Kyle Truong
Kyle Truong

Reputation: 2741

background cover still leaves images too big

I'm trying to display a bunch of logos for my portfolio. I've got 9 different logos of all different sizes, and they just don't fit into their div box. I though background-size: cover could fix it, but something is just off. Can someone point me to the right direction to get these images scaled down properly such that no logo is cut?

html:

<div class="page-wrapper__content">
  <h2 class="page-wrapper__heading">Projects and Skills</h2>
  <p class="page-wrapper__description">hey</p>
  <div class="imagebox">
    <div class="logorow">
      <div class="logo html"></div>
      <div class="logo css"></div>
      <div class="logo javascript"></div>
    </div>
    <div class="logorow">
      <div class="logo jquery"></div>
      <div class="logo bootstrap"></div>
      <div class="logo sass"></div>
    </div>
    <div class="logorow">
      <div class="logo python"></div>
      <div class="logo django"></div>
      <div class="logo github"></div>
    </div>
  </div>
</div>

css:

  .page-wrapper__content {
    display: flex;
    align-items: center;
    justify-content: center;
    flex-direction: column;
    flex-wrap: wrap;
    left: 0;
    top: 0;
    width: 100%;
    height: 100%;
    padding: 0 30%;
    color: #fff; //white
    transform: skewX(18deg);
    transition: transform 1s, opacity 1s;
    background-size: cover;
}


  .imagebox {
    border: 3px solid red;
    width: 100%;
    height: 33%;
    display: flex;
    flex-direction: column;
    flex-wrap: wrap;
    justify-content: space-around;
    .logorow {
      display: flex;
      flex-wrap: nowrap;
      border: 1px solid yellow;
      height: 33%;
      width: 100%;
    }
      .logo {
        background-size: cover;
        border: 1px solid purple;
        height: 100%;
        width: 100%;
      }
    .html {
      background-image: url('../images/html5.png');
    }

Upvotes: 0

Views: 396

Answers (1)

Jacob G
Jacob G

Reputation: 14172

Just use background-size:contain; instead of cover.
contain, according to the MDN docs:

A keyword that scales the image as large as possible and maintains image aspect ratio (image doesn't get squished). Image is letterboxed within the container. When the image and container have different dimensions, the empty areas (either top/bottom of left/right) are filled with the background-color. The image is automatically centered unless over-ridden by another property such as background-position.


**What this task involves:**
Given the listing that follows, report all lines in which the string "Credit" occurs.

**Supplied records:**
• • • • • • •
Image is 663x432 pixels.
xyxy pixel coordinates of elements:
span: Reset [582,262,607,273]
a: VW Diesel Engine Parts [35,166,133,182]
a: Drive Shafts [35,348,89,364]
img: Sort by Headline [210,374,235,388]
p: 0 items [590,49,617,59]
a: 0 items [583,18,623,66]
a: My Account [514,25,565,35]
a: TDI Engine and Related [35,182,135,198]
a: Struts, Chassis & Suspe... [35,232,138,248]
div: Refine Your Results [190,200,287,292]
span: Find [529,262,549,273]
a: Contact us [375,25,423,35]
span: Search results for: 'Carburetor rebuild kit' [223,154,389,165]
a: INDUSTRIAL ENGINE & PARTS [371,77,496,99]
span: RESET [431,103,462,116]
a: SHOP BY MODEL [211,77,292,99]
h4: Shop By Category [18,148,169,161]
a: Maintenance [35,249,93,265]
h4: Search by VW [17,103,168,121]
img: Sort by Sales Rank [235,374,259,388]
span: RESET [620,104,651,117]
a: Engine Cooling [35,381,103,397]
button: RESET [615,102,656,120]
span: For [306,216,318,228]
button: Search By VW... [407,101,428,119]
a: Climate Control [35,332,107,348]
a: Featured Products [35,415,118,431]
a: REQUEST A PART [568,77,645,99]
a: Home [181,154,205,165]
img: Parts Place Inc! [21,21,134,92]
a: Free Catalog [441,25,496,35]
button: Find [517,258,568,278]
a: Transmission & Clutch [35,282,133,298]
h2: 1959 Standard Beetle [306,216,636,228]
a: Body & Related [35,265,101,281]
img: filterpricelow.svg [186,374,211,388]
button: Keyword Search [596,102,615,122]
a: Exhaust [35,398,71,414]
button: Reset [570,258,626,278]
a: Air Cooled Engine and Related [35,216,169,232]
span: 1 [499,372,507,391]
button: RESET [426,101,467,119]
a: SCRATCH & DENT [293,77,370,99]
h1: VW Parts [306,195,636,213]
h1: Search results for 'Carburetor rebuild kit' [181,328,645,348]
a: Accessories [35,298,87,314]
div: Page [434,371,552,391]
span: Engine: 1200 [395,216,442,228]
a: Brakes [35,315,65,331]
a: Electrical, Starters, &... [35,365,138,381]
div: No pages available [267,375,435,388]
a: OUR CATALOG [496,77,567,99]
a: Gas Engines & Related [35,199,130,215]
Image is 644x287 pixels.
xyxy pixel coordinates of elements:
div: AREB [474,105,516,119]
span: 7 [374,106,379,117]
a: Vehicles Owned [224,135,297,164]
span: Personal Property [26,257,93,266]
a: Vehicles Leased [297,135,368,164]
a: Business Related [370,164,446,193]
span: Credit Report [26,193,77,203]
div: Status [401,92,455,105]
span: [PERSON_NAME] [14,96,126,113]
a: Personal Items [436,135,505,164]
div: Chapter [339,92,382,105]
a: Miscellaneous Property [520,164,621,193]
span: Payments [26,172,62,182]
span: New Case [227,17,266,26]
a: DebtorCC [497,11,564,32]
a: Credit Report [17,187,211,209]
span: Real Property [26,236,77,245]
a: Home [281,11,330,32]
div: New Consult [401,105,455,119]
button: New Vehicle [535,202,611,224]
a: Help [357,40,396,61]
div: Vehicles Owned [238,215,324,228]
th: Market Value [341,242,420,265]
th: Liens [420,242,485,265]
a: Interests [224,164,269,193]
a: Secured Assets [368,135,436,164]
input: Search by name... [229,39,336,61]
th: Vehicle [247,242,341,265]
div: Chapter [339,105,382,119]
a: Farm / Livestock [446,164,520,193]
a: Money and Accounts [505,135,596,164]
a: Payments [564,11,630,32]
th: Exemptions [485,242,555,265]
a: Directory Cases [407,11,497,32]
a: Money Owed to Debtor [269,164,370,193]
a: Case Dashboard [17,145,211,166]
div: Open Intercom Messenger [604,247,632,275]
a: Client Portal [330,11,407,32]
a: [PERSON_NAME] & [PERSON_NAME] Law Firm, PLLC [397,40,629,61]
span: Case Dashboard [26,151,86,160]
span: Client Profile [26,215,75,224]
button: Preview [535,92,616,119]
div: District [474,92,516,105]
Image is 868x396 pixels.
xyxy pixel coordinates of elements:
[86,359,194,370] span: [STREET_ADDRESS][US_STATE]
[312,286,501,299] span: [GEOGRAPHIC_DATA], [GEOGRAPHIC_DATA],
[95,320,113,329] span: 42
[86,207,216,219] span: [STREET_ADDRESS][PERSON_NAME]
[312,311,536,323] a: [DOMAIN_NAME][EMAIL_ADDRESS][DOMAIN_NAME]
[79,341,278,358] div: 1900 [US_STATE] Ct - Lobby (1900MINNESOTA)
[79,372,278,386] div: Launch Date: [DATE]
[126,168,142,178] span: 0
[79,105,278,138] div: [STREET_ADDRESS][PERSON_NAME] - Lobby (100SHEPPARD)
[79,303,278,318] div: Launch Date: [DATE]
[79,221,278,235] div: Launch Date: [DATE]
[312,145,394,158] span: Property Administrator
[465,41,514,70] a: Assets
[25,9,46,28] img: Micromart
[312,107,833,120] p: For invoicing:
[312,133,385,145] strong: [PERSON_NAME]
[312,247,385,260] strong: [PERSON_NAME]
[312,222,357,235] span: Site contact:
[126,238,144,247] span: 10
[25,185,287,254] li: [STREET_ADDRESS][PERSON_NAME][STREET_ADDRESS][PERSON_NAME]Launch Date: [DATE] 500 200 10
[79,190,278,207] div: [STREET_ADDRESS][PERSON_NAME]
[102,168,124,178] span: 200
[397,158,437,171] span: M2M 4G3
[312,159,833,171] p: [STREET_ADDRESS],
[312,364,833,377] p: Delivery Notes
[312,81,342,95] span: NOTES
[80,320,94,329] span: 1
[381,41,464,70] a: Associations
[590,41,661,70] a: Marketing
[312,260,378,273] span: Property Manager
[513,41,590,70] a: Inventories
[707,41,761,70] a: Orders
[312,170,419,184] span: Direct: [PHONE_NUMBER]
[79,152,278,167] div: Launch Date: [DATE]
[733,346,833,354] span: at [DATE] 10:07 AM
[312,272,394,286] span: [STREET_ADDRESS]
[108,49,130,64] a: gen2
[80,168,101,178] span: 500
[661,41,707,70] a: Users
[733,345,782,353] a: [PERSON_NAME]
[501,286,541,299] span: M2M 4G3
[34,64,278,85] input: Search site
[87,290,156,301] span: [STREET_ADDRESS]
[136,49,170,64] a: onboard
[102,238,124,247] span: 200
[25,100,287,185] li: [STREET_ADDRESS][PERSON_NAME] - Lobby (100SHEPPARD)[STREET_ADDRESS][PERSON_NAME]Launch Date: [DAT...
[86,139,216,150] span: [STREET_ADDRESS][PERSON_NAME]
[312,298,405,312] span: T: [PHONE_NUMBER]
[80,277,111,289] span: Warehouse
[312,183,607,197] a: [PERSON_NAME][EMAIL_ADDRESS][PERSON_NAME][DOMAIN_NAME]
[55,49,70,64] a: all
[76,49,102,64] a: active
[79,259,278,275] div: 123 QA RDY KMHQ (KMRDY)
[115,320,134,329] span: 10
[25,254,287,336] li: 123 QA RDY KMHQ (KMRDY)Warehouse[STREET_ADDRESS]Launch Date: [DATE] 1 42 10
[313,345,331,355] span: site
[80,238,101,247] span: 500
• • • • • • •
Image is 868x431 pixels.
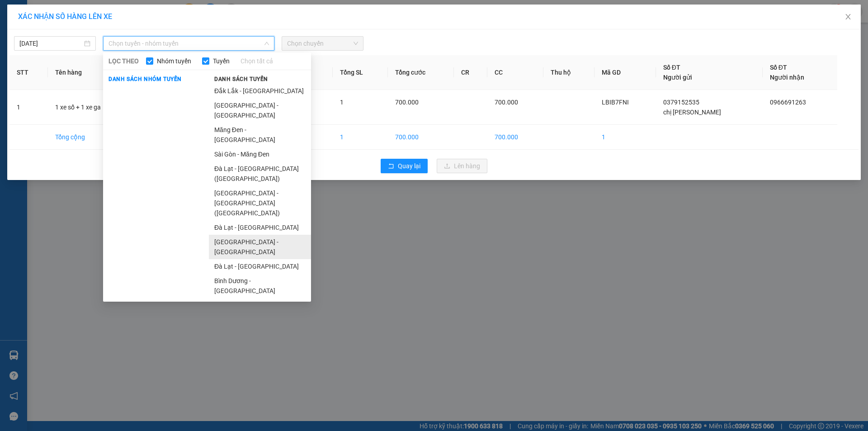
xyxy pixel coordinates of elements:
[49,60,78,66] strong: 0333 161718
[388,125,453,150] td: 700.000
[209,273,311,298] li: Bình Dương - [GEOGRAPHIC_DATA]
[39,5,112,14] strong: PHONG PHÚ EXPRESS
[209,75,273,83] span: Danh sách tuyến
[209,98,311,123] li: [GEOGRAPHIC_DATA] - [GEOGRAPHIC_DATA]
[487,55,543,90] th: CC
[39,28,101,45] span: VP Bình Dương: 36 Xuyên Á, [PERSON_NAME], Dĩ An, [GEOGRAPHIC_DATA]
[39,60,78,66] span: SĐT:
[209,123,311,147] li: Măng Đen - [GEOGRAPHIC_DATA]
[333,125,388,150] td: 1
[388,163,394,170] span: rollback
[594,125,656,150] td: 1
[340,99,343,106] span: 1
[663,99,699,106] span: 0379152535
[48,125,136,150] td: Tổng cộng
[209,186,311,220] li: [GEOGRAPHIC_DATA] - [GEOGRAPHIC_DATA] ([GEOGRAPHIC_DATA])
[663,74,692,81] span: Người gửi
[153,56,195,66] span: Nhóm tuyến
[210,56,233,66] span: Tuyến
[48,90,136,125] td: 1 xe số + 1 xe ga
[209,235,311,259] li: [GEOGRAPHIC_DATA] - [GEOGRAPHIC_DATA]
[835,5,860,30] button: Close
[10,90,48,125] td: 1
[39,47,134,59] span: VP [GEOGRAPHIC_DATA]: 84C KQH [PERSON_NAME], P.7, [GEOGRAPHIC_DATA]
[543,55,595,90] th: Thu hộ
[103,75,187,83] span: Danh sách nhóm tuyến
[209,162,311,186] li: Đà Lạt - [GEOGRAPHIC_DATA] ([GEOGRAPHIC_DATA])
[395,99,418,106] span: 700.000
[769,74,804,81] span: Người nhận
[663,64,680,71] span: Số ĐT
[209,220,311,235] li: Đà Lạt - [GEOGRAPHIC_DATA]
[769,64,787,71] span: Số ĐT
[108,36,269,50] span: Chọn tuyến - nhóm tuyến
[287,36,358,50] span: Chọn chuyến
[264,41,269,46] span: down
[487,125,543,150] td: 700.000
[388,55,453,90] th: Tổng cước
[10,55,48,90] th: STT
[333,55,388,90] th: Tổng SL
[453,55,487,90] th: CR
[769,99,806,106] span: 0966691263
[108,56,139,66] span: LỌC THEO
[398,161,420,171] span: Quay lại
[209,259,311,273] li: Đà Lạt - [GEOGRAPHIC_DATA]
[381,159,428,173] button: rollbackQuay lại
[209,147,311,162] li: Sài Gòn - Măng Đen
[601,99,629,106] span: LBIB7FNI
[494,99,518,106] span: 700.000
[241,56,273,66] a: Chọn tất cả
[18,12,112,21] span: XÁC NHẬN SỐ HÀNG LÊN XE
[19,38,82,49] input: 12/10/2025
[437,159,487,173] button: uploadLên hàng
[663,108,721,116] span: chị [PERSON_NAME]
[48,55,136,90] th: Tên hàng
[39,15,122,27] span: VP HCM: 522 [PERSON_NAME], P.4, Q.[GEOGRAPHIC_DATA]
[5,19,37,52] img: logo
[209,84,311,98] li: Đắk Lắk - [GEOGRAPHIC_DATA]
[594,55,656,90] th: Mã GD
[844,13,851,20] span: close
• • • • • • •
**Your response:**
span: Credit Report [26,193,77,203]
a: Credit Report [17,187,211,209]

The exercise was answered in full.